In last week's newsletter, I asked for your help: What did you want to read (or write!) about Donald Trump, Joe Biden, and aging politicians?
The response was fantastic. I received so many thoughtful emails about problems with media coverage, the biology of aging, experts I should reach out to, and more. I cherish the wisdom and curiosity of the First Opinion community.
I'm pleased to say that on Friday, we published an essay that hit many of the themes that readers told me they craved. Lawrence K. Altman, a physician-reporter who has for more than 50 years chronicled the health of U.S. presidents and other political leaders, shares illuminating anecdotes from his many conversations with presidents, candidates, and their physicians. For instance, in 1980, he elicited a startling piece of information from Ronald Reagan: Then 69 and about to become the oldest president in history at that point, Reagan said "his mother had symptoms suggestive of dementia before she died," Altman writes.
Drawing on his extensive body of work, Altman hits points about the unevenness of aging, the difficulty of assessing cognitive health as a non-physician, the need for transparency from politicians, and so much more. This is the article that will help you think through an issue that is sure to grow only more heated as we head into November.
Also in First Opinion this week: Presidents aren't the only public figures navigating the border of necessary transparency and medical privacy. Christina S. Beck writes about King Charles, Defense Secretary Lloyd Austin, and what leaders owe the public (or, in Charles' case, their subjects). Dental care is facing its own staffing crisis, especially when it comes to hygienists and assistants. This piece includes an incredibly alarming detail: "fewer than half of dentists offer their staff health insurance coverage." Daniel E. Troy raises the alarm about a recent court ruling that could hold pharmaceutical companies liable for drugs they don't develop. A year into Humira biosimilars, Juliana M. Reed explains why uptake has been far below what she had hoped for. A polypill to improve cardiac health could be just what the doctor ordered for the U.S. And independent doctors are becoming an endangered species.
Recommendation of the week: The new documentary "They Called Him Mostly Harmless" on Max (RIP, HBO Max) is sprawling, exploring a mysterious death, internet drama between websleuths, genetic genealogy, thru-hiking culture, anonymity, and more. This is the kind of true crime-adjacent content I crave, looking at the big picture rather than exploiting a family's suffering. Watch the trailer.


### [THE TASK]
Word for word, restate the lines of the listing from the one that holds "Find the exact region of human eye." through the very last line, and nothing more.
Start of SUPPLIED MATERIAL
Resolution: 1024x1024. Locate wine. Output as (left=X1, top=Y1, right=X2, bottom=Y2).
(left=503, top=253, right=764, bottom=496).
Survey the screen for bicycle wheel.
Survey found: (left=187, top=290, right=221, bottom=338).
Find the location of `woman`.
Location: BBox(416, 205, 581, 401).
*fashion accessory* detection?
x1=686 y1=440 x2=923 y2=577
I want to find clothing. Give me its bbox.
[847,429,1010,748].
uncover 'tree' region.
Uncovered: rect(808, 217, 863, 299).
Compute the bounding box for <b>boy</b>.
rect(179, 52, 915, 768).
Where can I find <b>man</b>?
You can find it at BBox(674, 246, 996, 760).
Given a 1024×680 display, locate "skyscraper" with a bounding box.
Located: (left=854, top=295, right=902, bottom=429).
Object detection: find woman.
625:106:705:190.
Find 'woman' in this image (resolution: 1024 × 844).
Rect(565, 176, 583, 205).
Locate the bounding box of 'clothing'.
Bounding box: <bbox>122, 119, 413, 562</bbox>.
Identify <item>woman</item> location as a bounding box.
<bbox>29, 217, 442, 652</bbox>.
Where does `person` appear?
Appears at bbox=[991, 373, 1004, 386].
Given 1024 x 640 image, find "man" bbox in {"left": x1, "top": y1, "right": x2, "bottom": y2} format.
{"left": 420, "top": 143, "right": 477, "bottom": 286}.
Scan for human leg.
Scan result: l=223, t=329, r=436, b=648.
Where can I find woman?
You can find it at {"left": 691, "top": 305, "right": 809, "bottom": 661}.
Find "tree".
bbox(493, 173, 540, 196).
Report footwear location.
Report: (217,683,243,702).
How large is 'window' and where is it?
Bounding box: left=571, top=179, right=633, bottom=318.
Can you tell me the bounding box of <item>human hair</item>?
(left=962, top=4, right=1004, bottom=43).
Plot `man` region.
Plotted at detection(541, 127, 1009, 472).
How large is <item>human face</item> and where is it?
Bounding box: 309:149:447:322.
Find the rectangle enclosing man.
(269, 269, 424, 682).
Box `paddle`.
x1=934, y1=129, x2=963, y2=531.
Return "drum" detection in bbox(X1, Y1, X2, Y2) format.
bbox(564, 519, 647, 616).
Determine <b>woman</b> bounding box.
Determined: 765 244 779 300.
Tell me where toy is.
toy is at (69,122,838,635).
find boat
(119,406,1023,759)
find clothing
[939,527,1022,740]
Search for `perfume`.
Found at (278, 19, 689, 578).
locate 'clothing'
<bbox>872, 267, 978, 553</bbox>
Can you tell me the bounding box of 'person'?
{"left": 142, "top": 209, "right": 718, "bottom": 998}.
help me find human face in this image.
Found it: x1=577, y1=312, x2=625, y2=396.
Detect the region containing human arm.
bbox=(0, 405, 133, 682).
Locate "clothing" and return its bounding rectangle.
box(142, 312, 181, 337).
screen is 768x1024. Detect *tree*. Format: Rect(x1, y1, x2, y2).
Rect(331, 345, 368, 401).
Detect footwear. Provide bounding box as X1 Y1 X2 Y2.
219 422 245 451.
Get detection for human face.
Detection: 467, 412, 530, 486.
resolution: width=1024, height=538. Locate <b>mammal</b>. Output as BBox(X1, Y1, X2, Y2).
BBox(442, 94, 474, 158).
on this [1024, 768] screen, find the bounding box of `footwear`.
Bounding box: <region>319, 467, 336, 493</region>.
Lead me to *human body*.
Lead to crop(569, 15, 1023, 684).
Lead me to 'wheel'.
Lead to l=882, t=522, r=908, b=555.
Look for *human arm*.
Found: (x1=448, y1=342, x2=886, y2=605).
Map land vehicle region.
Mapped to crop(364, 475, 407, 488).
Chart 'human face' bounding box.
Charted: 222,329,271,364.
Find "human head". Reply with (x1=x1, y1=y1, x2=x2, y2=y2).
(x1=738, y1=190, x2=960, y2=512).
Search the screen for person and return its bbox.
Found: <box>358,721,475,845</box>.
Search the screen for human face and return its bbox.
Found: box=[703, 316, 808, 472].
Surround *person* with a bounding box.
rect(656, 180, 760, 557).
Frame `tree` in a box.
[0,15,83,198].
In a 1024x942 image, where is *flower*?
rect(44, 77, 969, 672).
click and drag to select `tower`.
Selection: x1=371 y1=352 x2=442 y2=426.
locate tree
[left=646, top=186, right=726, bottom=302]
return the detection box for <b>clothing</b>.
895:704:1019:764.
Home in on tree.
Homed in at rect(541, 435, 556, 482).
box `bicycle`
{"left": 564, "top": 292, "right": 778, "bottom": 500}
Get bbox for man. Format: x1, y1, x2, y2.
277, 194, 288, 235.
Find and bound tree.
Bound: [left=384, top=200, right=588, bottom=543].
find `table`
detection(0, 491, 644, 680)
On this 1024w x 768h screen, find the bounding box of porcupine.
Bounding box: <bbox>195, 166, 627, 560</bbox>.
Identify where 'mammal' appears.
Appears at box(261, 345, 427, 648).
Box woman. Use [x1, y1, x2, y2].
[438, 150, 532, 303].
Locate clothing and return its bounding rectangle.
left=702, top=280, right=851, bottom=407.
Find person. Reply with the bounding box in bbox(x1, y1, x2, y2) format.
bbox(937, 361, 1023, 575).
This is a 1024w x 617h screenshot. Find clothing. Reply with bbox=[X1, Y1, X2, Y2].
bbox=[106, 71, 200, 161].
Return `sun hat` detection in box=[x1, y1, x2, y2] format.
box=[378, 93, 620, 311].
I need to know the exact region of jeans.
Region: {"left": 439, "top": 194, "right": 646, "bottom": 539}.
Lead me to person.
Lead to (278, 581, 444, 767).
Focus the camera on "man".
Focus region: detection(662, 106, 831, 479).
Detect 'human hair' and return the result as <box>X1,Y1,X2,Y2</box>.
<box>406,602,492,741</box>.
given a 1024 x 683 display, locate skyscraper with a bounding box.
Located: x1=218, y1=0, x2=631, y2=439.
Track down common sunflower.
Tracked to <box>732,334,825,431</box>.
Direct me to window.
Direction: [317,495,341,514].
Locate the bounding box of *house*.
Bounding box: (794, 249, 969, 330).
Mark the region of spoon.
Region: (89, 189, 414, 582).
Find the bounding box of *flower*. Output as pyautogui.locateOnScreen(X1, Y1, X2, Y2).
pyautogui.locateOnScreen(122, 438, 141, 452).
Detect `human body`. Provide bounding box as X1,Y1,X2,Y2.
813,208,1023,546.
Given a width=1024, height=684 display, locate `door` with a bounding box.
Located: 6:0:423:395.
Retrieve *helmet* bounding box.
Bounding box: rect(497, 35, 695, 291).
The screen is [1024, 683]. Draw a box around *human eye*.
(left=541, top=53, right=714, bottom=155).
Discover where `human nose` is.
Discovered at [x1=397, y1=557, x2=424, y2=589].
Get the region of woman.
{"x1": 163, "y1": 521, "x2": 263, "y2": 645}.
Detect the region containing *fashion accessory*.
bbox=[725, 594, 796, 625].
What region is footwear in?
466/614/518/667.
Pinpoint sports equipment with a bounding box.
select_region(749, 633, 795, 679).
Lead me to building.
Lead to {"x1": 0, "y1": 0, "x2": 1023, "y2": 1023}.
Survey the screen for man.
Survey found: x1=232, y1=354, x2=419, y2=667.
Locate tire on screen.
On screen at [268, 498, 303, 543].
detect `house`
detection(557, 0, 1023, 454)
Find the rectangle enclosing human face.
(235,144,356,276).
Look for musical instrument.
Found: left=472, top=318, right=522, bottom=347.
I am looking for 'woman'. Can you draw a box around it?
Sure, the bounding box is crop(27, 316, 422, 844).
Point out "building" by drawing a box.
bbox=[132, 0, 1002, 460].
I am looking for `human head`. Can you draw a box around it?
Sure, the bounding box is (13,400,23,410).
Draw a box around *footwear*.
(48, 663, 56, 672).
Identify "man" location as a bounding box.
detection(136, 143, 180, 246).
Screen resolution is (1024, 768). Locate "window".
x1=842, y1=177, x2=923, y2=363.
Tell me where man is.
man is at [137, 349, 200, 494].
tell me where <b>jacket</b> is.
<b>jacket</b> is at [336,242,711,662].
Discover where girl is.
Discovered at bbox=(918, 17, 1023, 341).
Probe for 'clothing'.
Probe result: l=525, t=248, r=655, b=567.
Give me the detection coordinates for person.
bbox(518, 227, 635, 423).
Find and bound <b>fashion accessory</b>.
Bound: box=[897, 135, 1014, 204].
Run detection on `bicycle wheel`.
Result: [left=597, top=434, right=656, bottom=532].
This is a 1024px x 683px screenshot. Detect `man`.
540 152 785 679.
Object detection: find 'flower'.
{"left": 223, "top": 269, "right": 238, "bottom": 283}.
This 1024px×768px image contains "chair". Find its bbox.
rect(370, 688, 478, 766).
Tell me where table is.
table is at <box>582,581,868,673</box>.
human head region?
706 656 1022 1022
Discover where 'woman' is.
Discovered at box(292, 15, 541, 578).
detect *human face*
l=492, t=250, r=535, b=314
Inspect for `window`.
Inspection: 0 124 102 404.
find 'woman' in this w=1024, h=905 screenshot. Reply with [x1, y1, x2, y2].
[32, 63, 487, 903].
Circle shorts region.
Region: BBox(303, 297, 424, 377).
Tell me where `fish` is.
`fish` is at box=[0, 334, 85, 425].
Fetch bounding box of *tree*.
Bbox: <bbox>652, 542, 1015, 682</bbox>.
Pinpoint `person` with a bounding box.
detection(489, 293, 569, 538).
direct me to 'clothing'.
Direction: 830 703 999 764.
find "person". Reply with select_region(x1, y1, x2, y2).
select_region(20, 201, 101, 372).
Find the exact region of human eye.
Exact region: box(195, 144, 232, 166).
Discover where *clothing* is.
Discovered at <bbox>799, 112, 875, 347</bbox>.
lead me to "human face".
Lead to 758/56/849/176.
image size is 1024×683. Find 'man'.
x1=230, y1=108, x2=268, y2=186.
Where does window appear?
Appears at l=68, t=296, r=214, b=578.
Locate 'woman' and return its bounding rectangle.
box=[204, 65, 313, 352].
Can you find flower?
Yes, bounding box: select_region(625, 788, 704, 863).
End of SUPPLIED MATERIAL
### [TASK RESPONSE]
Find the exact region of human eye.
Exact region: box(195, 144, 232, 166).
Discover where *clothing* is.
Discovered at <bbox>799, 112, 875, 347</bbox>.
lead me to "human face".
Lead to 758/56/849/176.
image size is 1024×683. Find 'man'.
x1=230, y1=108, x2=268, y2=186.
Where does window appear?
Appears at l=68, t=296, r=214, b=578.
Locate 'woman' and return its bounding rectangle.
box=[204, 65, 313, 352].
Can you find flower?
Yes, bounding box: select_region(625, 788, 704, 863).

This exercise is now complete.